The purchase leaves Jacada free to pursue its second product line, its call center solutions business, under its own name.

Charles Babcock, Editor at Large, Cloud

December 20, 2007

2 Min Read

Software AG is acquiring the legacy application modernization product line of Jacada for $26 million, leaving Jacada free to pursue its second product line, its call center solutions business, under its own name.

The buyout, announced Thursday, is unusual in that Software AG has been benefiting from its acquisition track record with a turnaround in revenue and profits. The Jacada product set is its third acquisition this year, after WebMethods for $546 million in June and 80% of SPL Israel in March for $62 million.

In this case, Software AG is buying selectively and taking only eight staff members of Jacada on board to continue development of the product set, which includes Jacada Terminal Emulator, Jacada Studio, Jacada Innovator, Jacada Interface Server, and Jacada Integrator. The products are used to modernize interfaces on mainframe and other legacy applications or reconstitute them for Web services and service-oriented architectures. The set generates about $12 million a year in revenue, a Software AG spokesman said.
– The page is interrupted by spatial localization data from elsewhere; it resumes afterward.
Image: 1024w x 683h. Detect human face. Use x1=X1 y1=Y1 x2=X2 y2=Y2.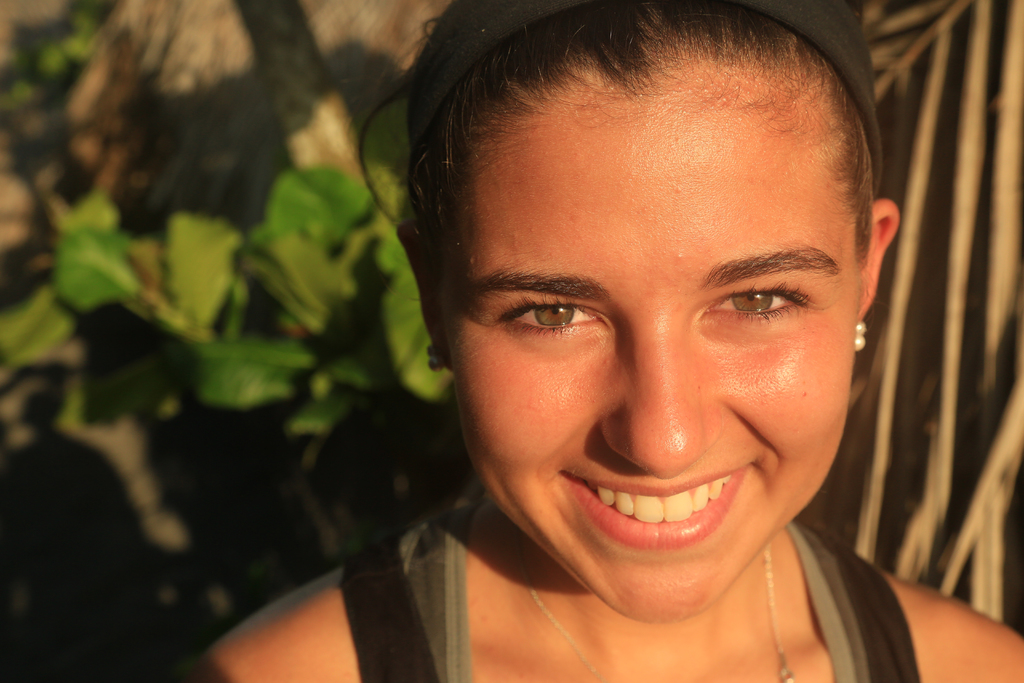
x1=457 y1=85 x2=861 y2=623.
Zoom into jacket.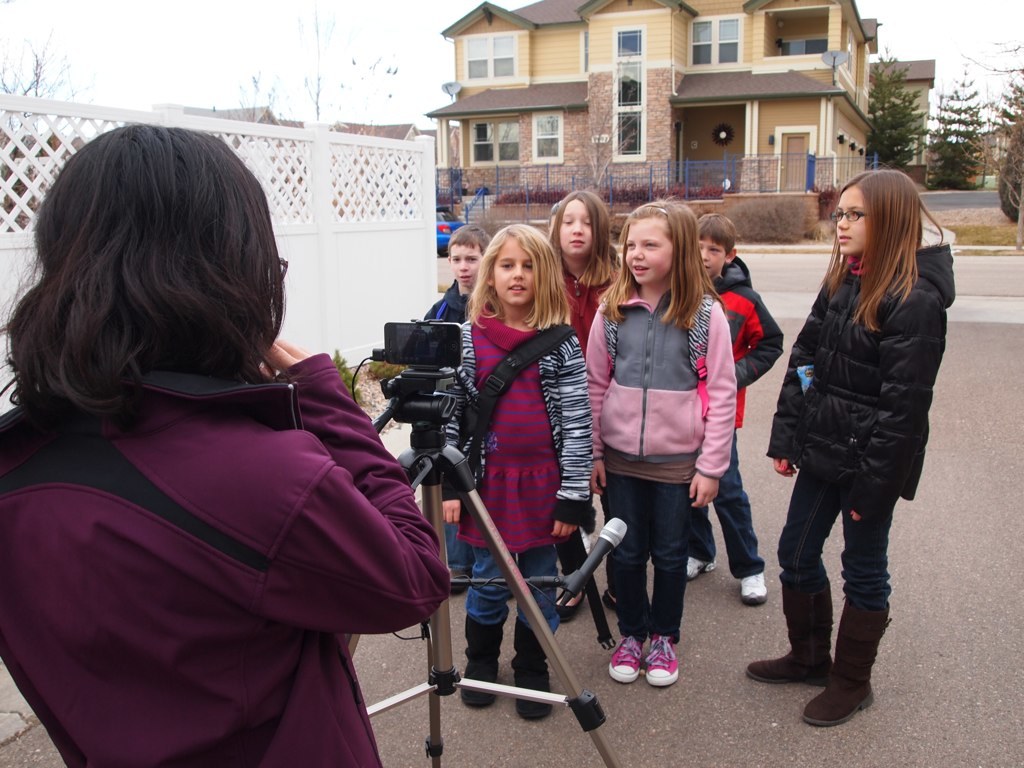
Zoom target: bbox(0, 355, 452, 767).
In addition, Software AG is acquiring information on the 200 customers, most in the United States, who use the products. "These customers will enjoy access to a host of complementary products," Software AG CEO Karl-Heinz Streibich said.
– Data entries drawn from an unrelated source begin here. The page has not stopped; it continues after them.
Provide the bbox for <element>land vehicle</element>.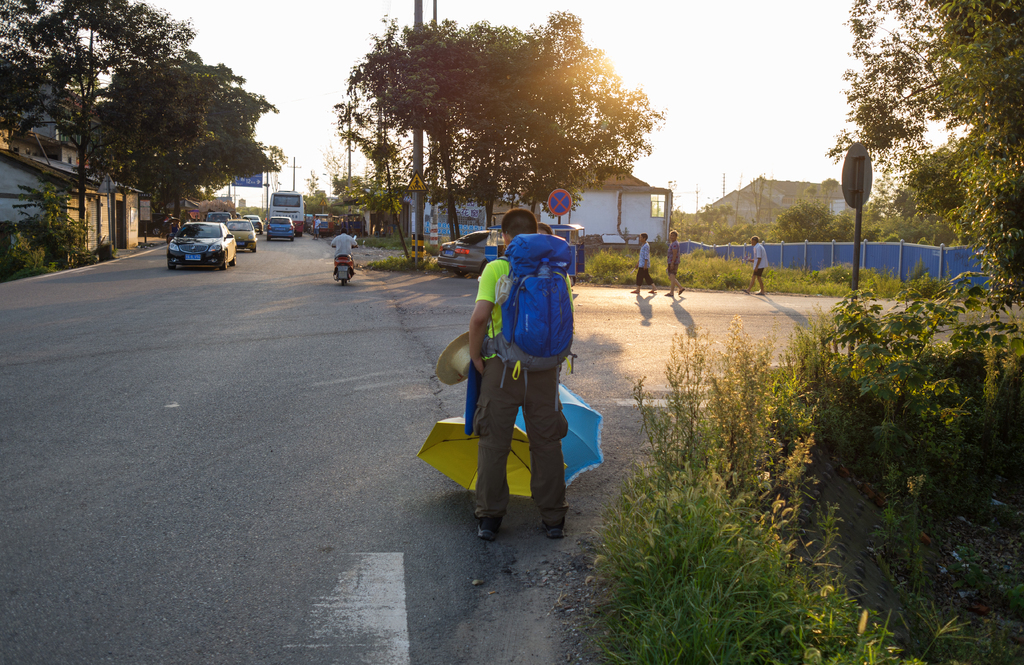
x1=264 y1=215 x2=296 y2=245.
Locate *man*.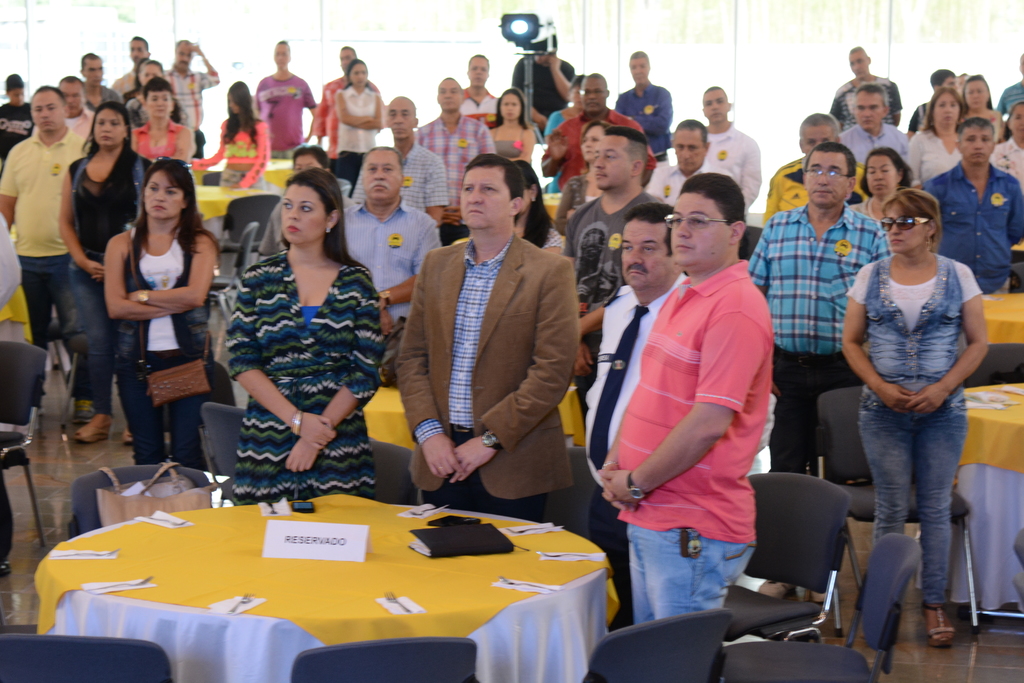
Bounding box: [x1=538, y1=68, x2=659, y2=197].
Jacada president Paul O'Callaghan said the deal "marks a major milestone in the transformation of Jacada." It will be completed Jan. 1, which will allow Jacada to keep "a singular focus on our call center solutions business," he said.

During the past three years, Jacada's call center software business has grown at an annual growth rate of 61% and represents 95% of its $12.9 million order backlog as of Sept. 30.

Software AG is the supplier of the Adabase database and Natural fourth-generation language and has a broad integration suite of products to tie new applications to back-end applications and systems.

At the time of its acquisition, WebMethods, in addition to its Web application integration software, had become the owner the year before of Infravio, a startup that designed a leading registry and repository for Web services.

Software AG claims to be the fifth-largest software company in Europe. The Darmstadt, Germany, company is ranked behind SAP, Sage, Dassault Systems, and Business Objects. It expects to surpass $1 billion in revenue in 2008.

About the Author(s)

Charles Babcock

Editor at Large, Cloud

Charles Babcock is an editor-at-large for InformationWeek and author of Management Strategies for the Cloud Revolution, a McGraw-Hill book. He is the former editor-in-chief of Digital News, former software editor of Computerworld and former technology editor of Interactive Week. He is a graduate of Syracuse University where he obtained a bachelor's degree in journalism. He joined the publication in 2003.